### EXERCISE DESCRIPTION
The required result is the number of lines below that hold the word "size", stated without anything else.

### AVAILABLE DATA
──────────────────────────────
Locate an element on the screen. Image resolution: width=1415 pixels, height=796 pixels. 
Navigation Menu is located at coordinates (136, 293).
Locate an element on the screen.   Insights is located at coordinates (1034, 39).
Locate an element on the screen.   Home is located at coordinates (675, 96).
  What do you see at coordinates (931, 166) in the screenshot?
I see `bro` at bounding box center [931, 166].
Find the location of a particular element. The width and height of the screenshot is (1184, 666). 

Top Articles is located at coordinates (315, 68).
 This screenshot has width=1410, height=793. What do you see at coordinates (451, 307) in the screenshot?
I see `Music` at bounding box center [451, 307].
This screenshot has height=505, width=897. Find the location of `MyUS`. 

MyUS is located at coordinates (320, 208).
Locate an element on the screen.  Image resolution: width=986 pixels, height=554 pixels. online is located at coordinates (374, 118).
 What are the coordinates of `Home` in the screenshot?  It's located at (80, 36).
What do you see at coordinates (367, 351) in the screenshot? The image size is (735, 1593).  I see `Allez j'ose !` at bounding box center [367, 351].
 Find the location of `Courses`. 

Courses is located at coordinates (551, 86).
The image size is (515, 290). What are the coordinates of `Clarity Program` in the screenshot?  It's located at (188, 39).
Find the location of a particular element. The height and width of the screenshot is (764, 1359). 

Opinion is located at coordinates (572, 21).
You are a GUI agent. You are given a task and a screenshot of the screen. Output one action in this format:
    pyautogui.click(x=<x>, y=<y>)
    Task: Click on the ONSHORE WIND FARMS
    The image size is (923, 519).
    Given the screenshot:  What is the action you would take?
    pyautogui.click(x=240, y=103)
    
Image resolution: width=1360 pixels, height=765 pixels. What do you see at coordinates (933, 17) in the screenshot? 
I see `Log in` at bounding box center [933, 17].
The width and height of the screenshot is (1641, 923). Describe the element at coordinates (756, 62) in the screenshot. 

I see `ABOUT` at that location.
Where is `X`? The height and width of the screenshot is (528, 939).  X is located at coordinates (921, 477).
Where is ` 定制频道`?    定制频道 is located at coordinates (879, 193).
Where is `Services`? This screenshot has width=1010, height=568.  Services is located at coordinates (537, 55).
──────────────────────────────
### THE ANSWER
3